Piotr Müller, a Polish MEP from the European Conservatives and Reformists (ECR) group, has questioned the European Commission about Poland's failure to implement Regulation (EU) 2024/1028 on data collection and sharing for short-term accommodation rental services, which entered into force on 20 May 2026. In a written parliamentary question dated 27 June 2026, Müller accused the government of Prime Minister Donald Tusk of sluggishness, noting that Poland has not yet drafted or enacted the necessary national legislation to bring the EU rules into force. The MEP's intervention targets the coherence of the internal market and the effectiveness of data-sharing with online platforms, potentially impacting short-term rental platforms, national authorities, and consumers in Poland.
The regulation, adopted by the European Parliament and the Council, aims to harmonise rules across the EU to increase transparency in the short-term rental sector, which has grown rapidly in recent years. Müller's question contains three concrete asks: whether the Commission is monitoring Poland's delay, whether it plans to initiate infringement proceedings if the legislation is not implemented on time, and what consequences the inaction has for the internal market and data-sharing effectiveness. The MEP frames the delay as a failure of the Polish government to align with EU law, highlighting a cleavage between EU integration and national sovereignty, as well as between regulatory harmonisation and national administrative capacity.
The Commission is expected to reply within approximately six weeks, and its answer will signal whether it views the delay as a serious breach warranting legal action. If the Commission confirms it is monitoring the situation and may launch infringement proceedings, it would put pressure on Warsaw to act, affecting short-term rental platforms operating in Poland, which would face legal uncertainty, and Polish authorities, which would need to allocate resources to comply. Consumers and hosts in Poland could also see delayed benefits from the regulation, such as clearer rules and better data transparency. Conversely, swift implementation would strengthen the internal market's coherence and ensure equal treatment of platforms across member states.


**About this exercise**
In the records that follow, find each line containing "DISORDER" and copy it.

**Data supplied**
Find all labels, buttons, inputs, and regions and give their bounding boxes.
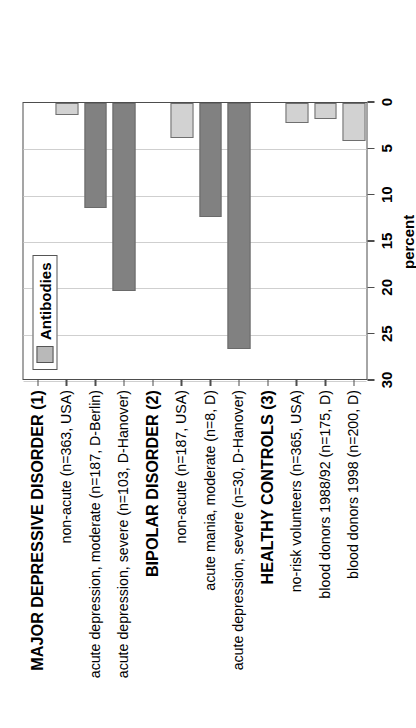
value-tick	[367, 101, 374, 102]
category-label: acute depression, severe (n=103, D-Hanov…	[108, 390, 137, 678]
bar-slot	[311, 103, 340, 379]
category-tick	[353, 379, 354, 386]
bar	[342, 103, 365, 141]
category-tick	[180, 379, 181, 386]
value-tick-label: 20	[377, 279, 394, 296]
bar	[84, 103, 107, 208]
category-tick	[209, 379, 210, 386]
value-tick	[367, 379, 374, 380]
value-tick-label: 10	[377, 186, 394, 203]
bar-slot	[167, 103, 196, 379]
bar-slot	[339, 103, 368, 379]
category-axis-labels: MAJOR DEPRESSIVE DISORDER (1)non-acute (…	[22, 384, 367, 728]
bar	[55, 103, 78, 115]
bar-slot	[109, 103, 138, 379]
bar-slot	[253, 103, 282, 379]
value-tick	[367, 333, 374, 334]
gridline	[23, 381, 366, 382]
category-label: no-risk volunteers (n=365, USA)	[281, 390, 310, 592]
bar	[112, 103, 135, 291]
category-label: acute depression, moderate (n=187, D-Ber…	[80, 390, 109, 678]
value-tick-label: 0	[377, 98, 394, 106]
value-tick	[367, 240, 374, 241]
bar-slot	[196, 103, 225, 379]
category-label: blood donors 1998 (n=200, D)	[338, 390, 367, 579]
value-tick-label: 15	[377, 233, 394, 250]
bar	[227, 103, 250, 349]
value-tick-label: 25	[377, 325, 394, 342]
bar	[314, 103, 337, 119]
category-label: HEALTHY CONTROLS (3)	[252, 390, 281, 585]
category-tick	[37, 379, 38, 386]
category-tick	[94, 379, 95, 386]
category-label: MAJOR DEPRESSIVE DISORDER (1)	[22, 390, 51, 671]
category-tick	[152, 379, 153, 386]
bar-slot	[224, 103, 253, 379]
bar	[199, 103, 222, 217]
chart-legend: Antibodies	[32, 256, 57, 371]
category-tick	[267, 379, 268, 386]
category-label: non-acute (n=363, USA)	[51, 390, 80, 543]
bar	[285, 103, 308, 123]
category-label: BIPOLAR DISORDER (2)	[137, 390, 166, 577]
bar-slot	[81, 103, 110, 379]
value-tick-label: 30	[377, 372, 394, 389]
category-label: acute mania, moderate (n=8, D)	[195, 390, 224, 591]
category-label: non-acute (n=187, USA)	[166, 390, 195, 543]
bar-slot	[282, 103, 311, 379]
value-tick-label: 5	[377, 144, 394, 152]
category-label: acute depression, severe (n=30, D-Hanove…	[223, 390, 252, 670]
axis-title-percent: percent	[399, 215, 416, 269]
value-tick	[367, 148, 374, 149]
value-tick	[367, 287, 374, 288]
category-tick	[238, 379, 239, 386]
plot-area	[22, 102, 367, 380]
category-tick	[324, 379, 325, 386]
bar	[170, 103, 193, 138]
category-tick	[295, 379, 296, 386]
category-tick	[65, 379, 66, 386]
bar-slot	[138, 103, 167, 379]
legend-swatch-icon	[36, 346, 53, 363]
category-label: blood donors 1988/92 (n=175, D)	[310, 390, 339, 599]
legend-label: Antibodies	[36, 263, 53, 341]
value-tick	[367, 194, 374, 195]
category-tick	[123, 379, 124, 386]
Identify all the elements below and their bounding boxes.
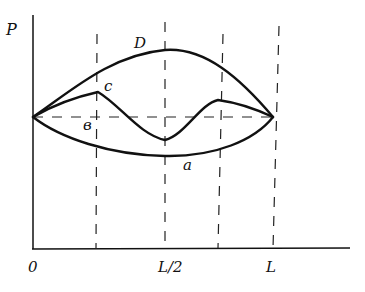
- curve-d-label: D: [133, 34, 146, 52]
- curve-a-label: a: [183, 156, 192, 174]
- curve-d: [33, 50, 273, 117]
- x-axis: [32, 248, 350, 249]
- x-tick-origin: 0: [28, 258, 38, 276]
- dashed-guide-end: [273, 26, 279, 249]
- x-tick-half: L/2: [157, 258, 183, 276]
- curve-c-label: c: [104, 77, 113, 95]
- curve-b-label: в: [83, 116, 92, 134]
- x-tick-end: L: [265, 258, 276, 276]
- y-axis-label: P: [5, 20, 17, 39]
- pressure-distribution-diagram: P 0 L/2 L D c в a: [0, 0, 365, 292]
- curve-c: [33, 92, 273, 140]
- dashed-guide-quarter: [96, 34, 97, 249]
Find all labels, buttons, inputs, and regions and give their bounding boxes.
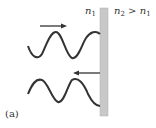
medium-right-label: n2 > n1 <box>114 6 151 18</box>
n1-subscript: 1 <box>91 10 95 18</box>
incident-wave <box>28 32 100 58</box>
greater-than-sign: > <box>125 5 140 16</box>
medium-left-label: n1 <box>85 6 96 18</box>
boundary-interface <box>100 8 108 116</box>
reflected-wave <box>28 79 100 106</box>
arrow-right-icon <box>40 24 67 29</box>
diagram-canvas <box>0 0 156 128</box>
n1-compare-subscript: 1 <box>146 10 150 18</box>
arrow-left-icon <box>73 71 100 76</box>
figure-caption: (a) <box>5 108 19 119</box>
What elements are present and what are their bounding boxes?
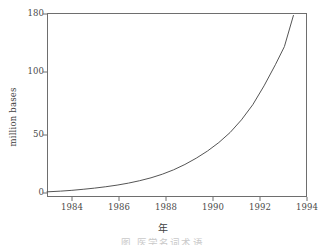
y-axis-title-text: million bases — [8, 87, 18, 146]
x-tick-label-1988: 1988 — [155, 202, 177, 212]
figure-container: 180 100 50 0 1984 1986 1988 1990 1992 19… — [0, 0, 325, 245]
x-axis-title: 年 — [0, 220, 325, 235]
y-tick-label-180: 180 — [27, 9, 44, 18]
x-axis-title-text: 年 — [158, 223, 168, 234]
x-tick-label-1984: 1984 — [61, 202, 83, 212]
y-tick-label-100: 100 — [27, 67, 44, 76]
figure-caption-text: 图 医学名词术语 — [0, 237, 325, 245]
plot-frame — [47, 13, 307, 197]
x-axis-tick-labels: 1984 1986 1988 1990 1992 1994 — [0, 202, 325, 216]
x-tick-marks — [72, 197, 307, 201]
x-tick-label-1990: 1990 — [202, 202, 224, 212]
x-tick-label-1992: 1992 — [249, 202, 271, 212]
y-tick-label-50: 50 — [33, 130, 44, 139]
y-tick-label-0: 0 — [38, 188, 44, 197]
x-tick-label-1986: 1986 — [108, 202, 130, 212]
y-axis-title: million bases — [5, 62, 21, 172]
x-tick-label-1994: 1994 — [296, 202, 318, 212]
figure-caption: 图 医学名词术语 — [0, 237, 325, 245]
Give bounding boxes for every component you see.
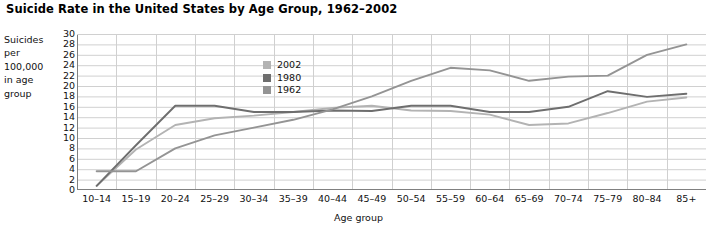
x-tick-label: 30–34: [239, 194, 268, 204]
x-tick-label: 55–59: [436, 194, 465, 204]
legend-item-2002[interactable]: 2002: [263, 59, 301, 72]
legend-item-1980[interactable]: 1980: [263, 72, 301, 85]
y-axis-title: Suicidesper100,000in agegroup: [4, 33, 56, 100]
y-axis-title-line: in age: [4, 73, 56, 86]
y-tick-label: 10: [63, 133, 75, 143]
page-title: Suicide Rate in the United States by Age…: [6, 2, 397, 16]
x-tick-label: 10–14: [82, 194, 111, 204]
y-tick-label: 20: [63, 81, 75, 91]
y-tick-label: 18: [63, 92, 75, 102]
legend-item-label: 1980: [277, 72, 301, 85]
y-tick-label: 30: [63, 29, 75, 39]
x-axis-title: Age group: [0, 212, 717, 223]
x-tick-label: 50–54: [397, 194, 426, 204]
x-tick-label: 75–79: [593, 194, 622, 204]
y-tick-label: 28: [63, 40, 75, 50]
y-tick-label: 24: [63, 60, 75, 70]
plot-area: [77, 34, 706, 190]
y-axis-title-line: per: [4, 46, 56, 59]
x-tick-label: 20–24: [161, 194, 190, 204]
x-tick-label: 15–19: [122, 194, 151, 204]
x-tick-label: 80–84: [633, 194, 662, 204]
x-tick-label: 70–74: [554, 194, 583, 204]
legend-item-label: 1962: [277, 84, 301, 97]
x-tick-label: 25–29: [200, 194, 229, 204]
legend-item-1962[interactable]: 1962: [263, 84, 301, 97]
line-chart-svg: [77, 34, 706, 190]
x-tick-label: 85+: [676, 194, 696, 204]
y-tick-label: 22: [63, 71, 75, 81]
y-tick-label: 2: [69, 175, 75, 185]
y-tick-label: 6: [69, 154, 75, 164]
x-axis-tick-labels: 10–1415–1920–2425–2930–3435–3940–4445–49…: [77, 194, 706, 208]
legend-swatch-icon: [263, 61, 271, 69]
x-tick-label: 65–69: [515, 194, 544, 204]
y-tick-label: 16: [63, 102, 75, 112]
legend-item-label: 2002: [277, 59, 301, 72]
y-tick-label: 26: [63, 50, 75, 60]
y-tick-label: 8: [69, 144, 75, 154]
y-tick-label: 12: [63, 123, 75, 133]
x-tick-label: 60–64: [475, 194, 504, 204]
chart-figure: Suicide Rate in the United States by Age…: [0, 0, 717, 234]
y-axis-title-line: 100,000: [4, 60, 56, 73]
y-tick-label: 0: [69, 185, 75, 195]
y-tick-label: 4: [69, 164, 75, 174]
y-tick-label: 14: [63, 112, 75, 122]
legend-swatch-icon: [263, 86, 271, 94]
y-axis-title-line: Suicides: [4, 33, 56, 46]
x-tick-label: 45–49: [357, 194, 386, 204]
legend-swatch-icon: [263, 74, 271, 82]
y-axis-title-line: group: [4, 87, 56, 100]
x-tick-label: 40–44: [318, 194, 347, 204]
chart-legend: 200219801962: [263, 59, 301, 97]
y-axis-tick-labels: 024681012141618202224262830: [55, 34, 75, 190]
x-tick-label: 35–39: [279, 194, 308, 204]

**Response to this exercise**
category-axis-labels: MAJOR DEPRESSIVE DISORDER (1)non-acute (…	[22, 384, 367, 728]
category-label: MAJOR DEPRESSIVE DISORDER (1)	[22, 390, 51, 671]
category-label: BIPOLAR DISORDER (2)	[137, 390, 166, 577]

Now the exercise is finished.